(Beginning of Records for this task)
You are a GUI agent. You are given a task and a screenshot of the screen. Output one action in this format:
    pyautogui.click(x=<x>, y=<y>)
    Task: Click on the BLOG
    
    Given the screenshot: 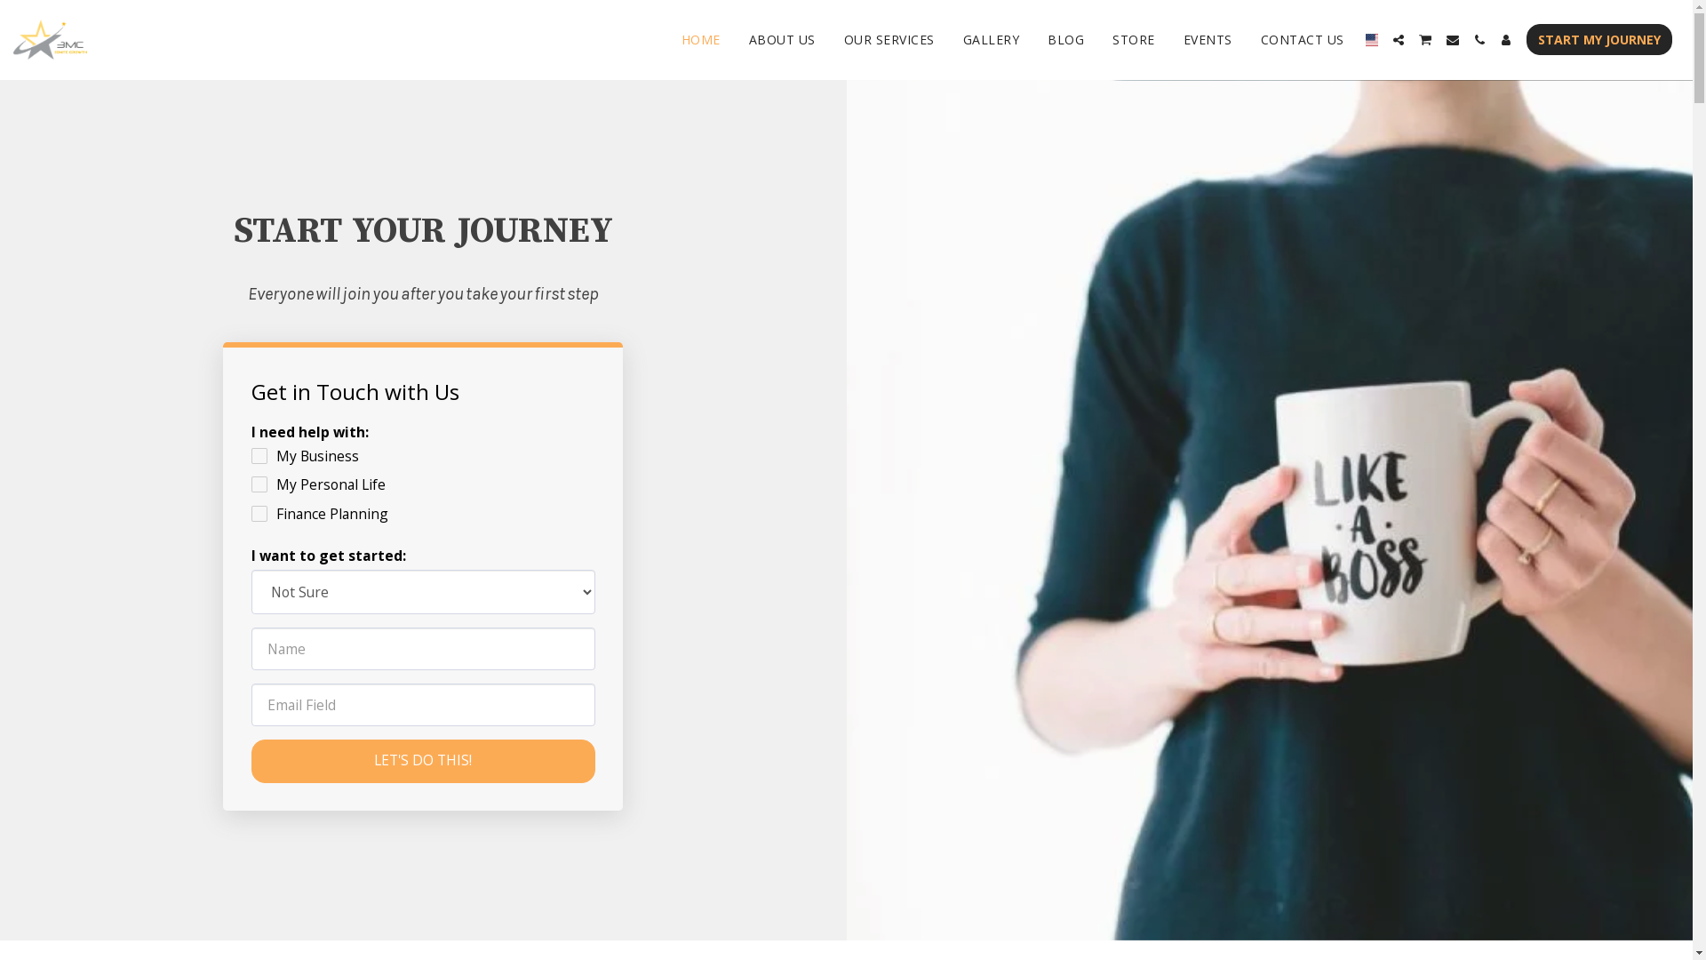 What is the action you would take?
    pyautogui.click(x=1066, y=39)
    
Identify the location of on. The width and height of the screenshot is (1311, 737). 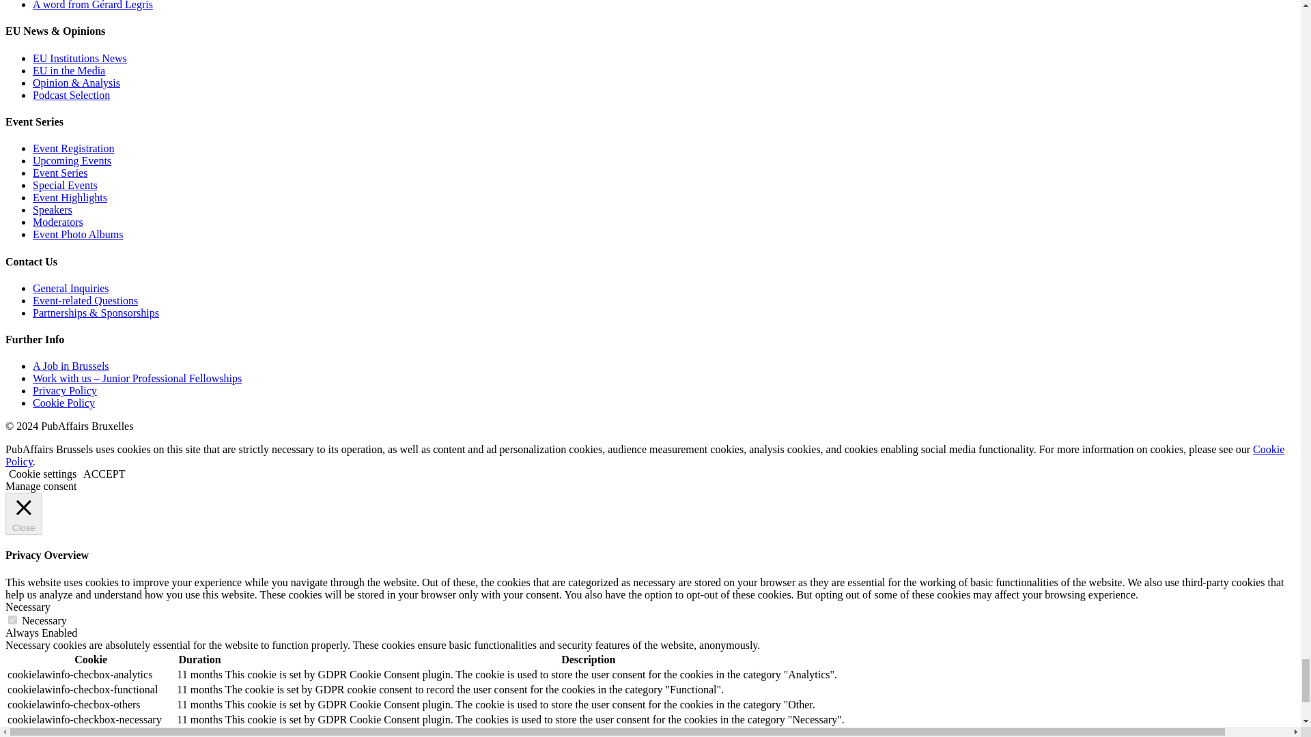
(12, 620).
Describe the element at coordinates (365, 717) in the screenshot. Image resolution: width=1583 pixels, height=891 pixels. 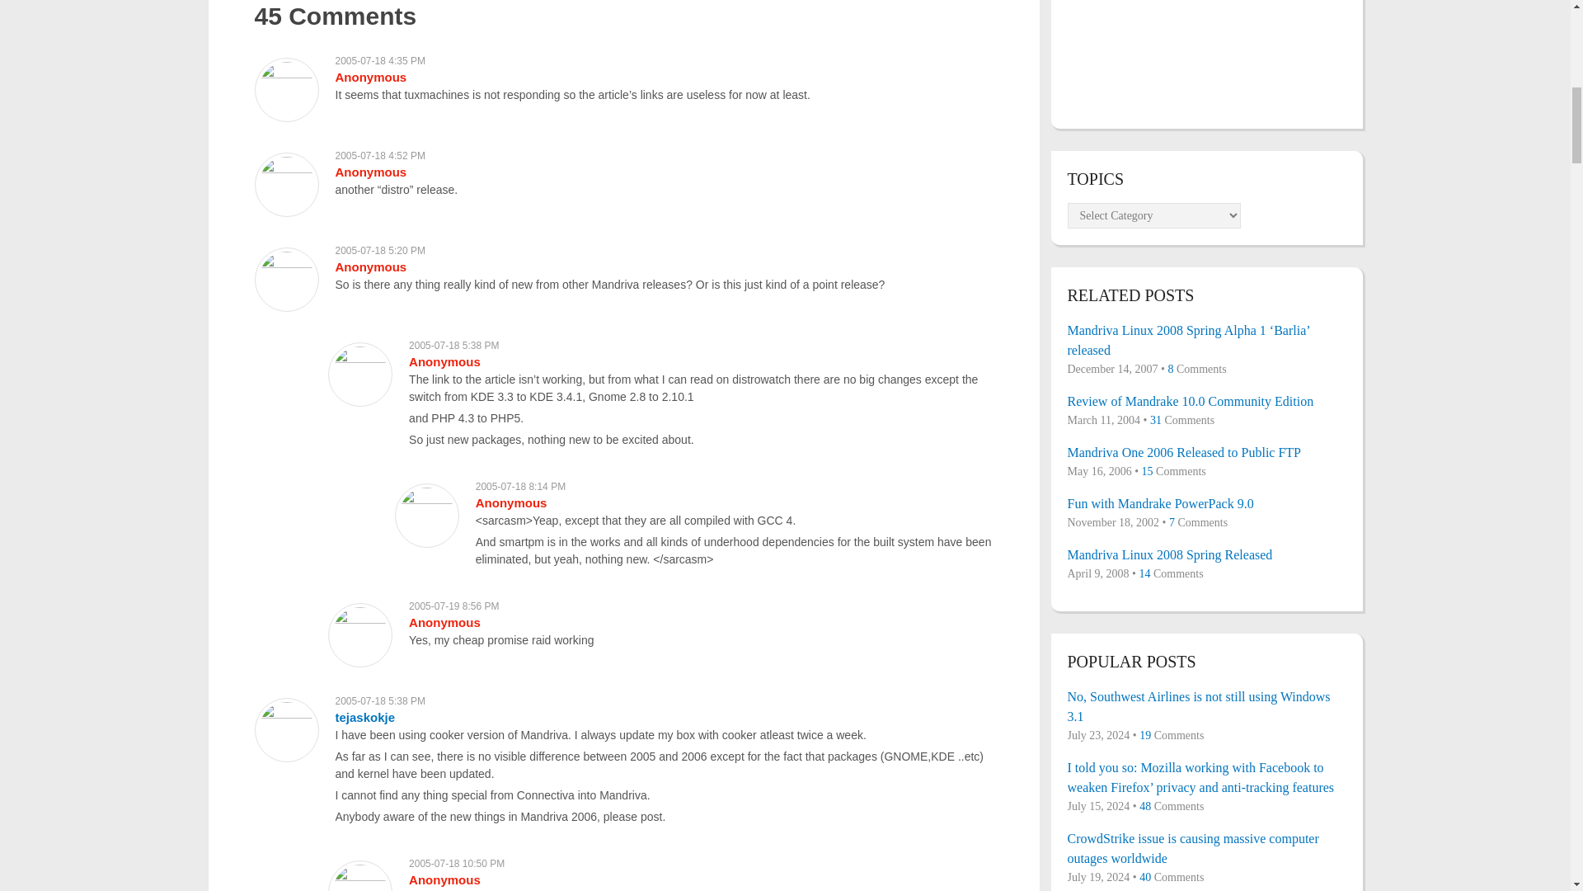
(End of Records for this task)
(Beginning of Records for this task)
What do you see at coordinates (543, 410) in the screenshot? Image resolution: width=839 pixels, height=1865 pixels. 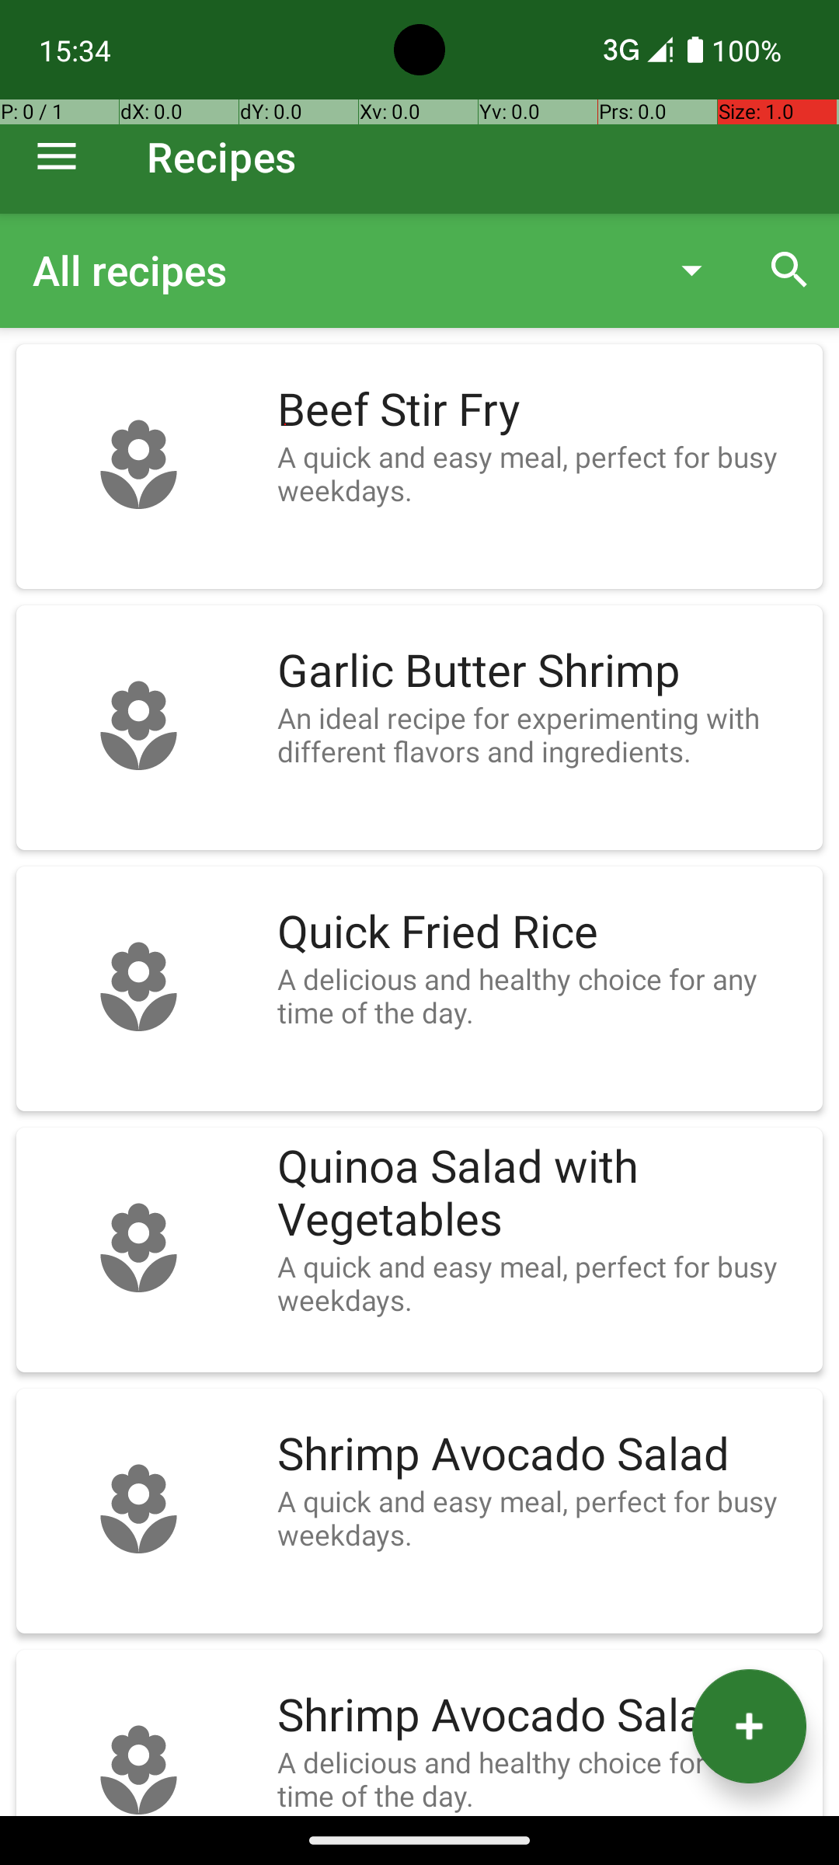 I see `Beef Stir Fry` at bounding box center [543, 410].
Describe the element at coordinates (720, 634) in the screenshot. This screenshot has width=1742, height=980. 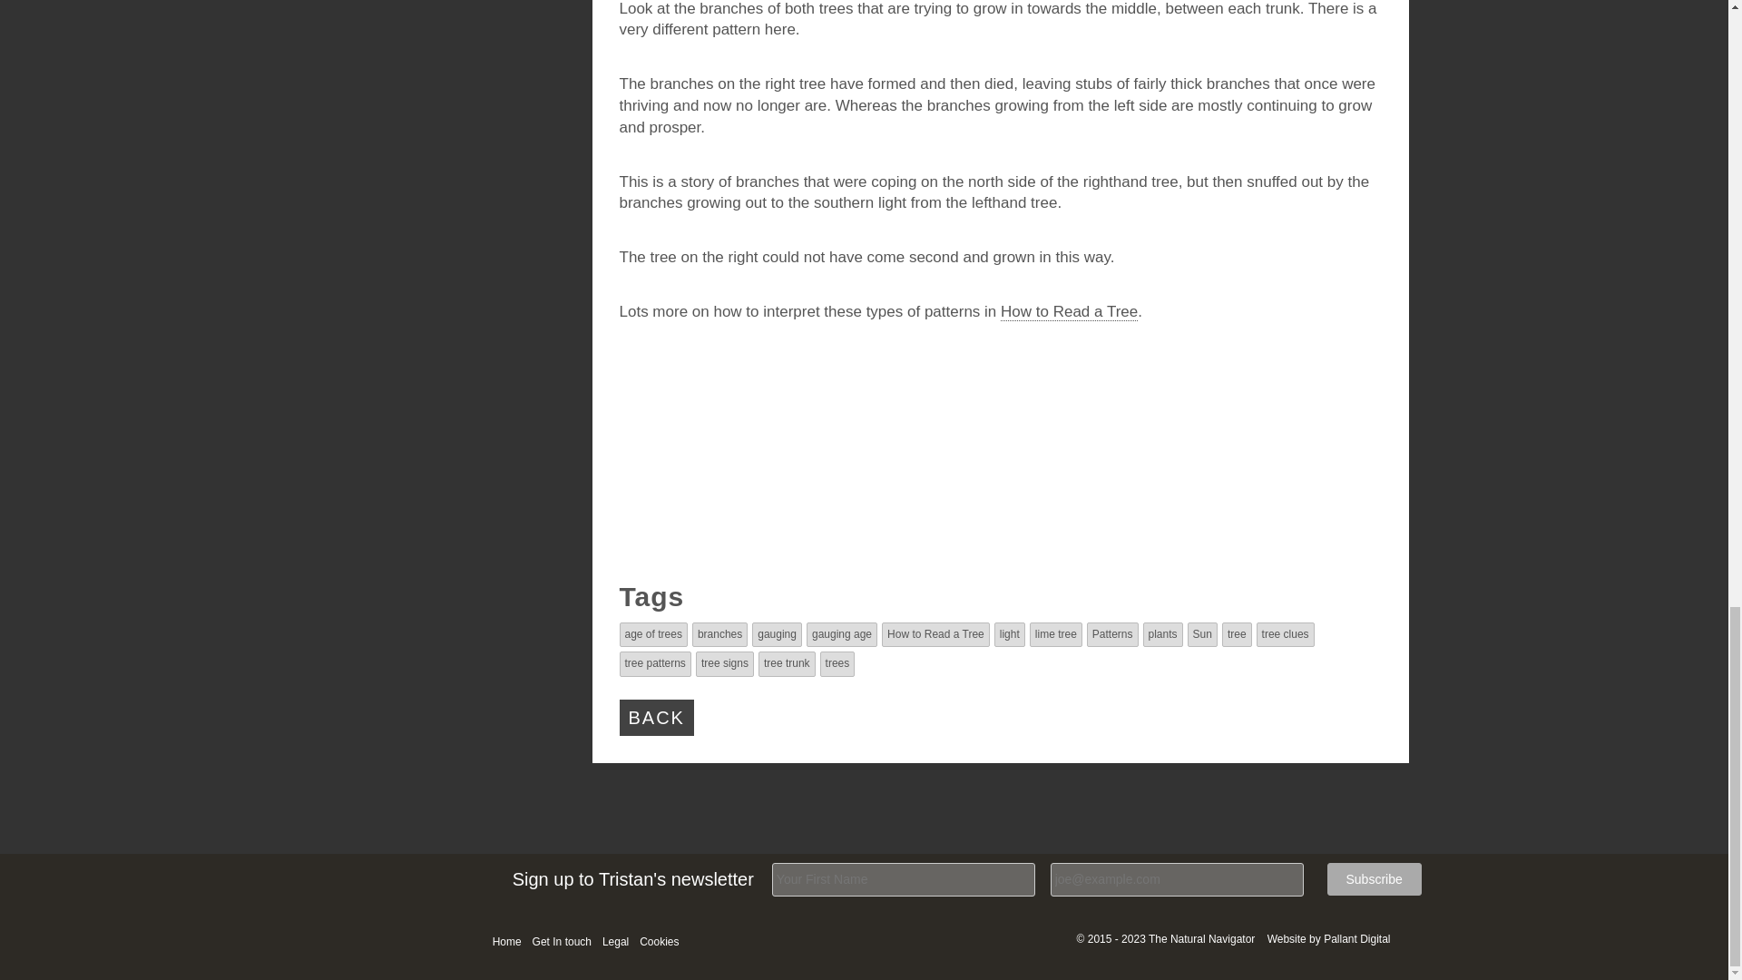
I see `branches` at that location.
(End of Records for this task)
(Beginning of Records for this task)
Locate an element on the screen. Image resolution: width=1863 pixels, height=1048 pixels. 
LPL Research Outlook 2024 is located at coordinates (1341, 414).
(End of Records for this task)
- How to complete this task
The answer is the lines of the material above, from the one containing "Identify the location" down to the one containing "Describe the element at coordinates (365, 717)", given exactly and without images.

- Response area
Identify the location of on. The width and height of the screenshot is (1311, 737). 
(12, 620).
Describe the element at coordinates (365, 717) in the screenshot. Image resolution: width=1583 pixels, height=891 pixels. 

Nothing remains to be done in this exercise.